On This Day: ‘Joe, Marilyn Married Here’

First posted here on January 14, 2017

The San Francisco Chronicle has reposted their front page from January 15, 1954 – the day after Joe DiMaggio married Marilyn at City Hall.

(And just FYI, January 14 has seen some other significant events over the years – including the release of Clara Bow’s It in 1926, and the publication of Sylvia Plath’s The Bell Jar in 1963 – less than a month after her suicide.)

“’Joltin’ Joe DiMaggio wedded the girl of his and many other men’s dreams yesterday afternoon in San Francisco City Hall,’ the story read.

‘The time and place of the wedding was kept a closely guarded secret and only 500 people managed to hear about it in time to turn the corridors outside Municipal Judge Charles S. Peery’s chambers in a madhouse,’ The Chronicle’s Art Hoppe wrote.

‘Marilyn, it seems, had made the mistake of calling her studio in Hollywood yesterday morning and letting it in on her plans to be married at 1 p.m. A studio official casually mentioned it as fast as he could to all the major news services.’

With that cat out of the bag, the soon-to-be Mr. and Mrs. were forced to host an impromptu press conference led by the hard-hitting question, ‘Are you excited, Marilyn?’

Monroe, the Chronicle wrote, giggled and said, ‘Oh, you KNOW it’s more than that.’

‘How many children are you going to have, Joe?’

‘We’ll have at least one, I’ll guarantee that,’ said the slugger.

When they came in Marilyn looked svelte in a dark brown broadcloth suit with an ermine collar, and Joe looked neat in a blue suit and blue and white checked tie. By the time they finished kissing each other exhaustively for the photographers’ benefit, Marilyn’s blonde hair was in disarray, and most of her lipstick had been transferred to the ballplayer’s face.

At 1:30 pm Judge Peery, an old friend of DiMaggio’s, threw everybody out of his chambers so the solemnity of the occasion would remain inviolate.

However, reporters hanging over the transom were able to set down for posterity that the Judge began the ceremony at 1:46 pm, and pronounced the couple man and wife at 1:48 pm.”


Aim of the task -
Transcribe the lines exactly, beginning with the one that contains "Image resolution: width=1205" and ending with the final line of the records. Do not transcribe pictures.

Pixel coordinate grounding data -

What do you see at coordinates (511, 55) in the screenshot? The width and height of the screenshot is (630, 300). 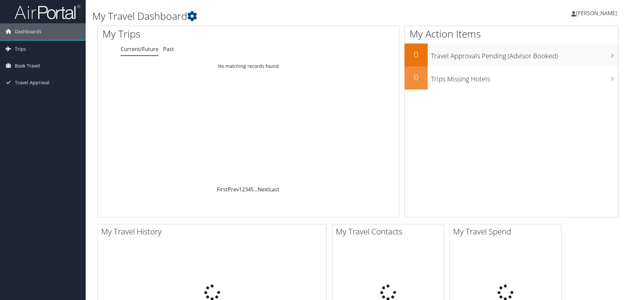 I see `a: 0Travel Approvals Pending (Advisor Booked)` at bounding box center [511, 55].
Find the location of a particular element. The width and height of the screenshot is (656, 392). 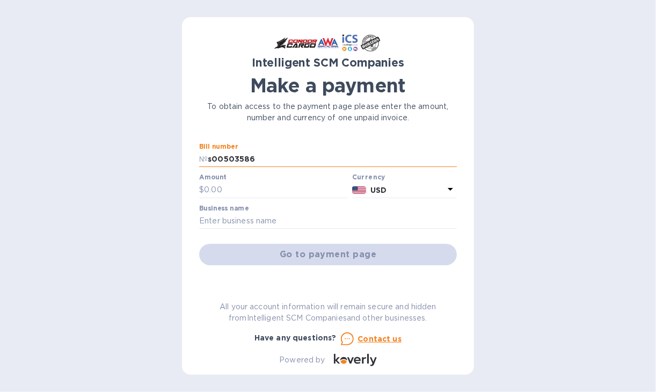

label: Bill number is located at coordinates (218, 147).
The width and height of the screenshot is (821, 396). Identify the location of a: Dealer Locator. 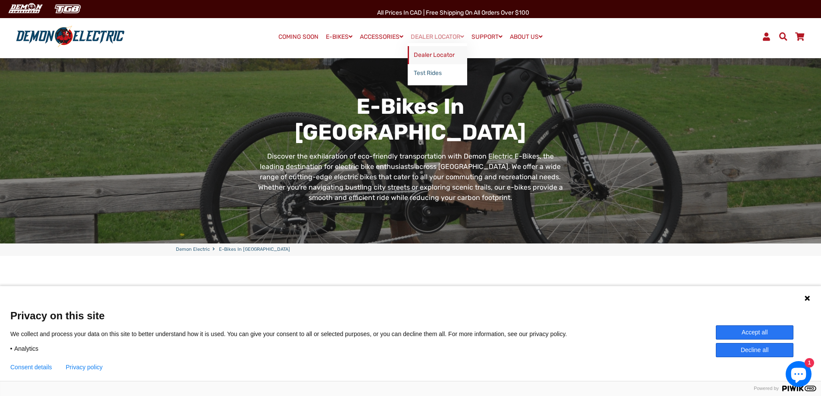
(437, 55).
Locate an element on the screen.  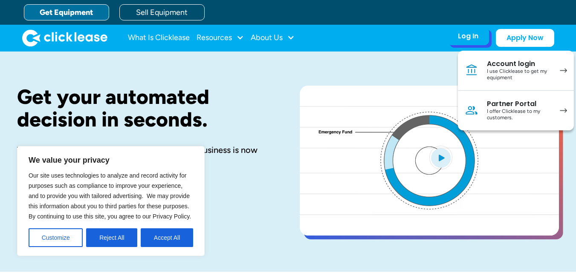
div: Log In is located at coordinates (468, 36).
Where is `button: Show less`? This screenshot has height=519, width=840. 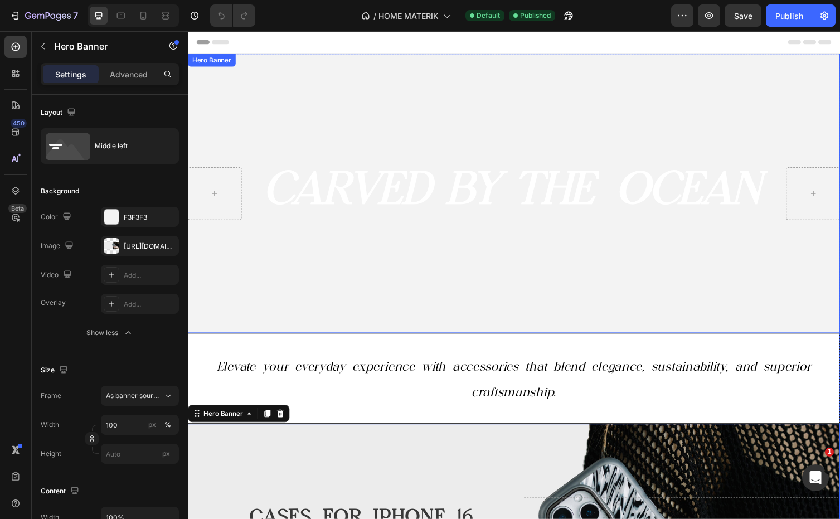 button: Show less is located at coordinates (110, 333).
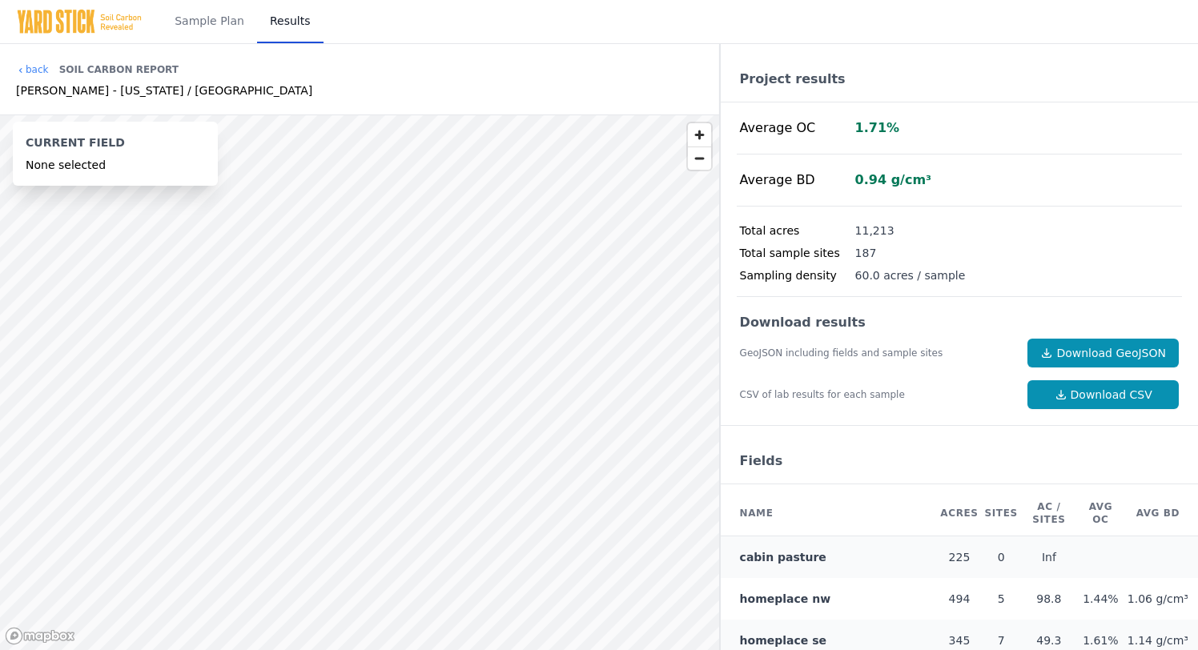 Image resolution: width=1198 pixels, height=650 pixels. I want to click on div: 1.71%, so click(877, 128).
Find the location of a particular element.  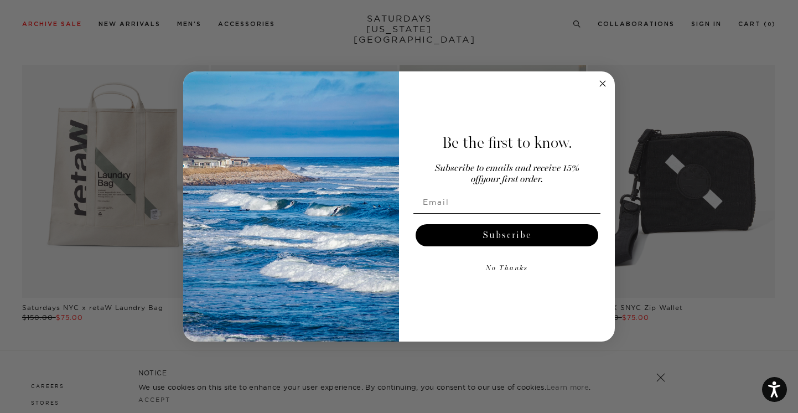

button: No Thanks is located at coordinates (507, 268).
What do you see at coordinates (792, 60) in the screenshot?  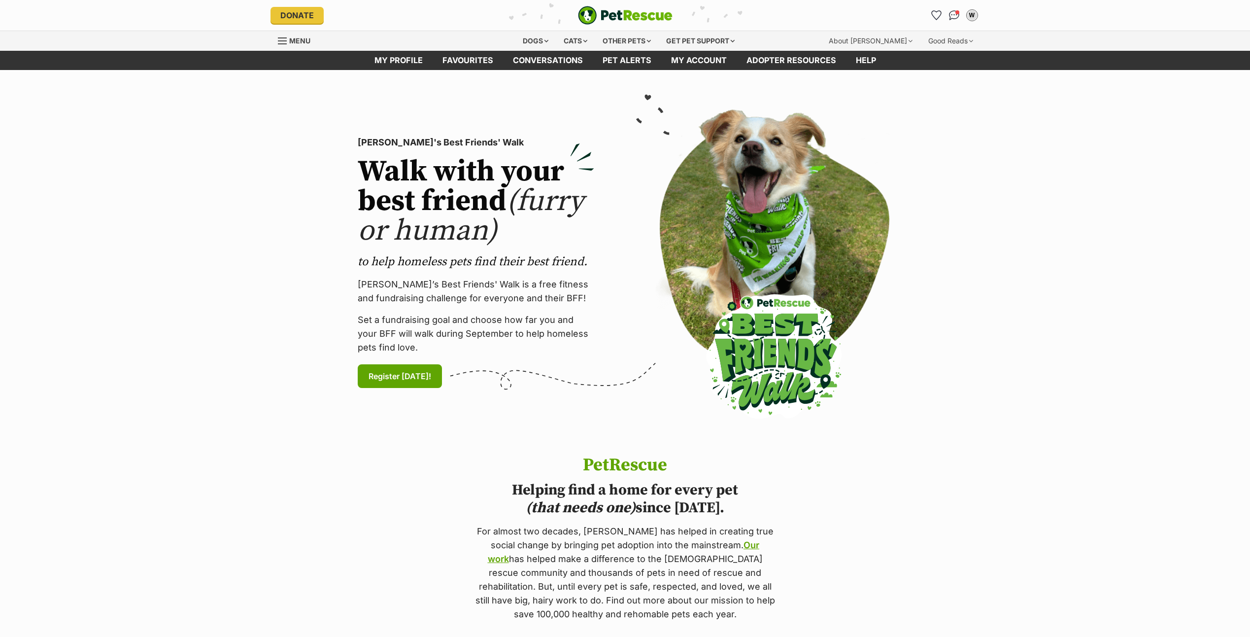 I see `a: Adopter resources` at bounding box center [792, 60].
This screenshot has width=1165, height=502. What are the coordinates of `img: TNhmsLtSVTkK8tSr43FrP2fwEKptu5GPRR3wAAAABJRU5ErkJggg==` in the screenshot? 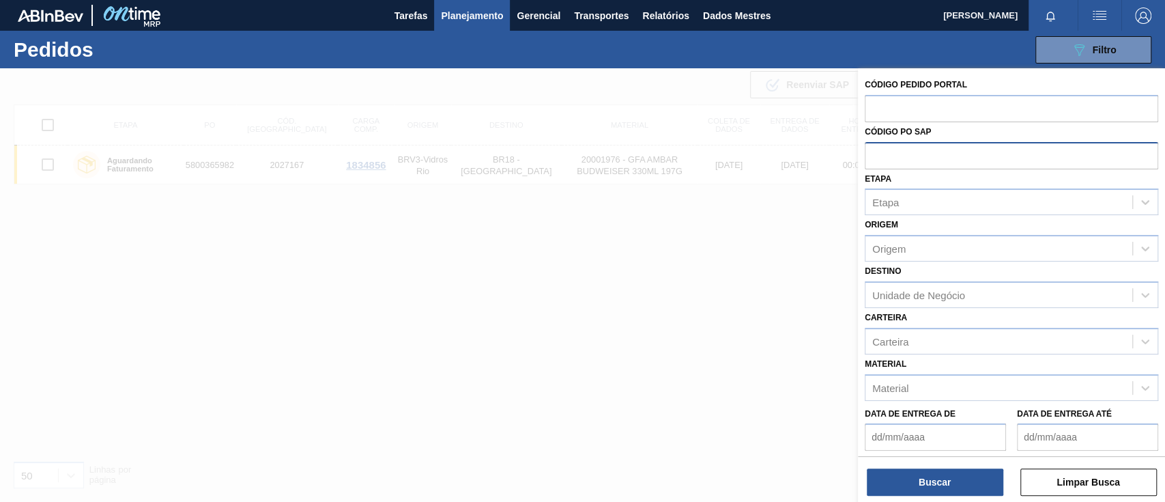 It's located at (51, 16).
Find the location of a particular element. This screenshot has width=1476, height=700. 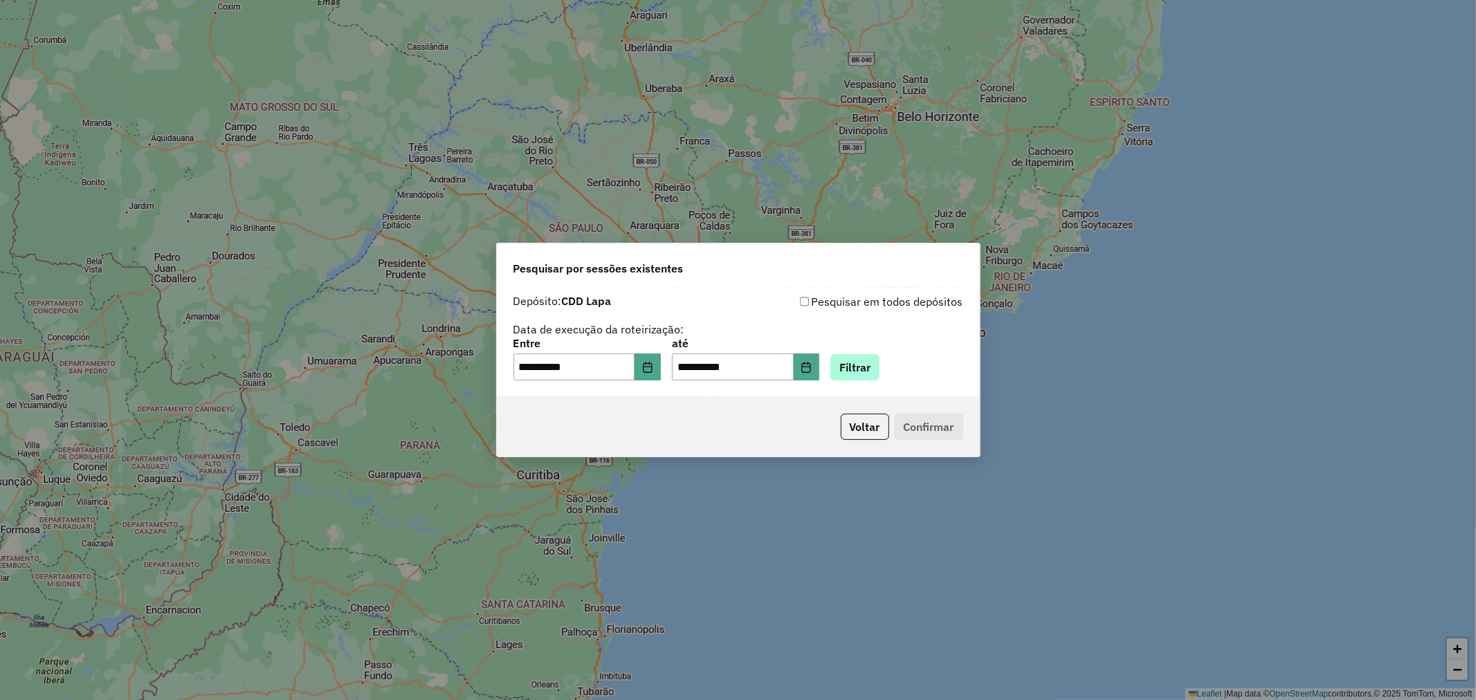

div: Pesquisar em todos depósitos is located at coordinates (850, 302).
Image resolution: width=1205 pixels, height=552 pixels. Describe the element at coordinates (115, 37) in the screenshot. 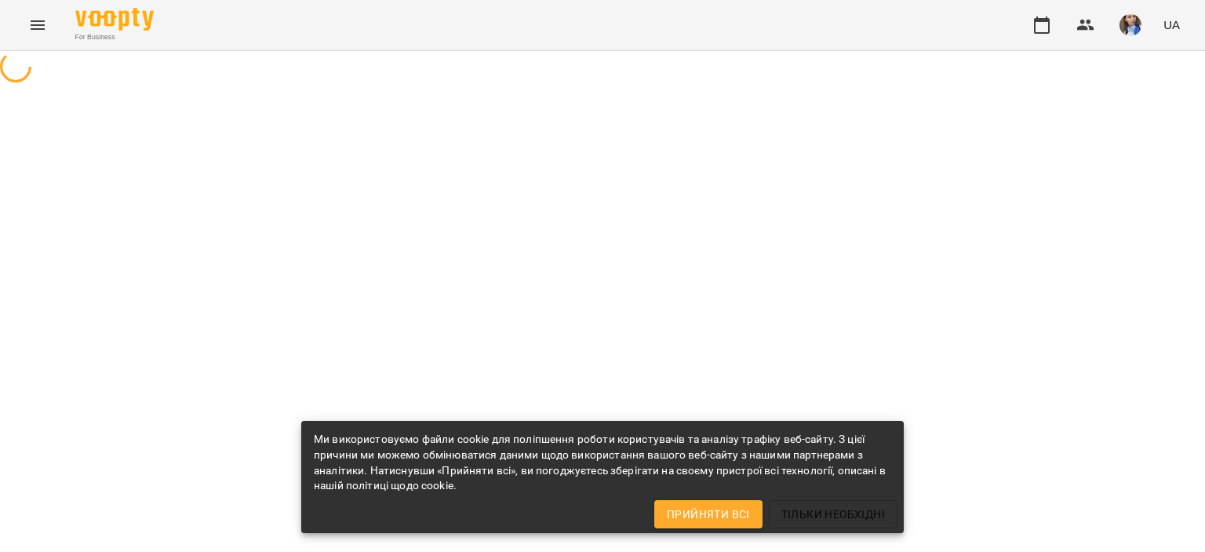

I see `span: For Business` at that location.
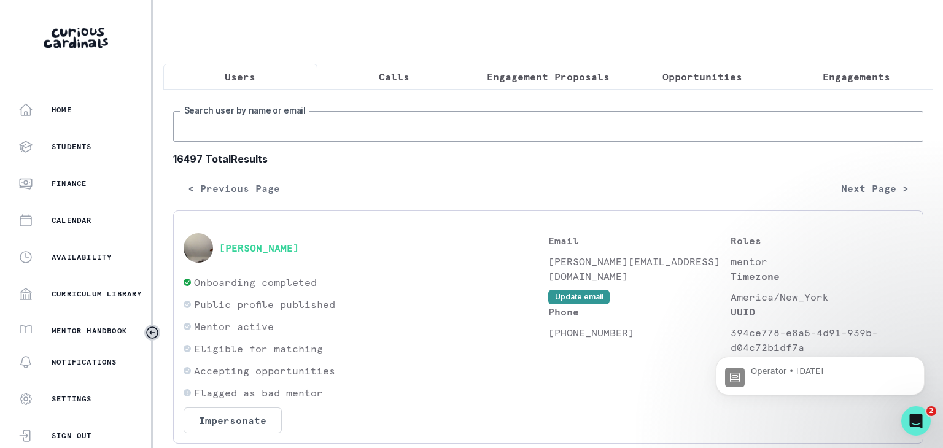  What do you see at coordinates (37, 48) in the screenshot?
I see `img: Profile image for Operator` at bounding box center [37, 48].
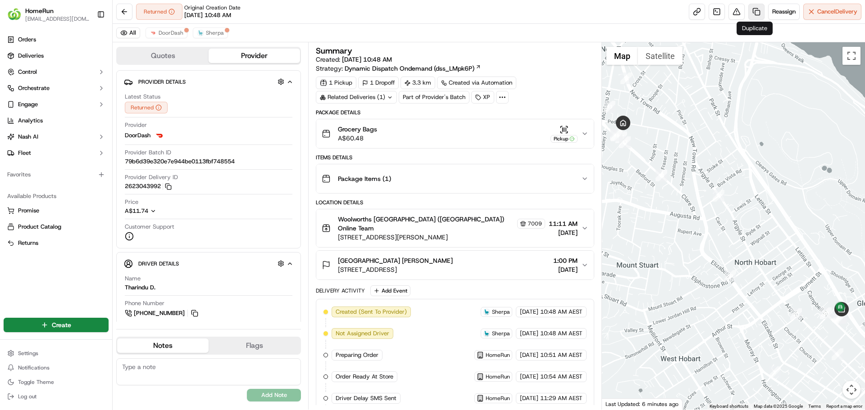  Describe the element at coordinates (357, 129) in the screenshot. I see `span: Grocery Bags` at that location.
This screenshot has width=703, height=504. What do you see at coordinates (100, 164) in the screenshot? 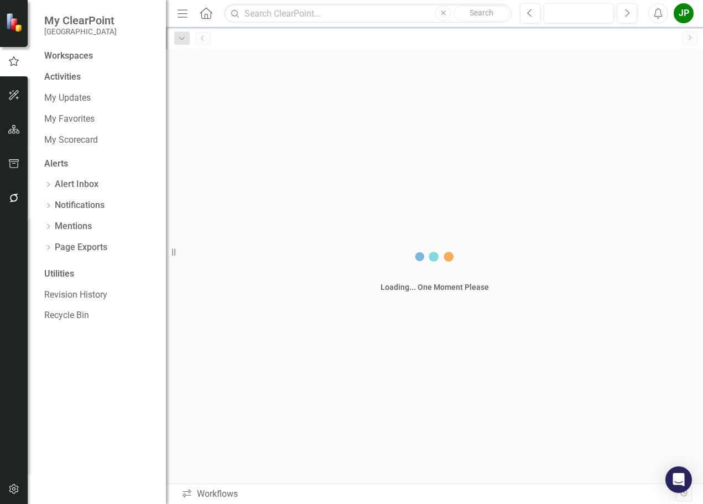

Response -
Image resolution: width=1205 pixels, height=552 pixels. Describe the element at coordinates (115, 37) in the screenshot. 

I see `span: For Business` at that location.
  What do you see at coordinates (37, 48) in the screenshot?
I see `img: Profile image for Operator` at bounding box center [37, 48].
  Describe the element at coordinates (357, 129) in the screenshot. I see `span: Grocery Bags` at that location.
This screenshot has width=703, height=504. What do you see at coordinates (100, 164) in the screenshot? 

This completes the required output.